The need has not been met and for the first time we are facing an all-out strike by nurses. If, as is likely, it goes ahead, this strike will have an unprecedented impact on our health services. If it is a long strike – all the indicators are that this is what the Government intends – it will do incalculable long-term damage to the fabric of health care. The tragedy is that if we had a good and creative Government we would not be contemplating such a prospect. Even if we had a competent one, it would mean we would not be here seeking an eleventh hour reprieve from a Government that seems incapable of understanding what is required of it. Perhaps I should spell it out.

What we do not need is intimidation, neither do we need abuse, aggression or arrogance. We do not need escalating bad relations between nurses' representatives and Government representatives. Yet, so far that is the main message which has come from this Government. Instead of dealing with the problem over the past week and longer, the Minister for Finance, Deputy McCreevy and the Minister for Health and Children, Deputy Cowen, have retired to the bunker. Their response to the deepening crisis is to keep out of sight while lobbing verbal grenades at nursing professionals. Today's veiled rebuke by the Taoiseach of both Ministers, made in temperate language, was too late to undo that damage, although it is noteworthy in itself.

We got no such rebuke, the record will show that.

This morning the Minister for Health tried a different tactic, he pleaded with the nurses, rather like the battering husband who deludes himself into thinking that all will be forgiven if he cajoles his wife. The Minister is not unintelligent, he must know neither ploy has the slightest chance of success and is no substitute for equal and open dialogue. Has he not realised the enormity of what is ahead? Is he incapable of coping with it or is it that deep down, he does not care enough? We are all aware the Minister is in the wrong Department, but surely this is more serious than one's predilection for a particular Department. We are all aware of the complexities. Nobody underestimates the difficulties and we know it is not a new problem.

Traditionally, nursing has been a largely female profession. Like thousands of other women who contributed their labour to building up the State and who helped to make it the success story it is, nurses were poorly recompensed and poorly recognised. For generations, they were unable to find the voice and the means to carve out their rightful place in society. What is different is that they have done so now, all 27,500 of them, some of them men, most of them women. Talking down to women may have worked for Fianna Fáil politicians in the past but no longer.
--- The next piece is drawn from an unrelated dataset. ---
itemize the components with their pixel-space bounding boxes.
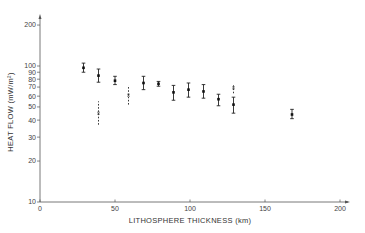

It is time the Government got this clear, unequivocal message – women will not be patronised again.

In 1997, when Roy Porter's History of World Medicine was published there was only one significant contribution accredited to Ireland, the creation of the nursing profession. The founders of the great orders, Catherine McAuley and Mother Mary Aikenhead appear in this book as the giants of Irish medical history. That tradition of professionalism has held true despite the lack of official recognition of its worth. However, what was once sustained by a sense of vocation needs sustenance of a different sort now. Political recognition must be given to the fact that the world has changed, nursing has changed and that has meant, at times, unbearable stress for those who helped to save lives and alleviate suffering.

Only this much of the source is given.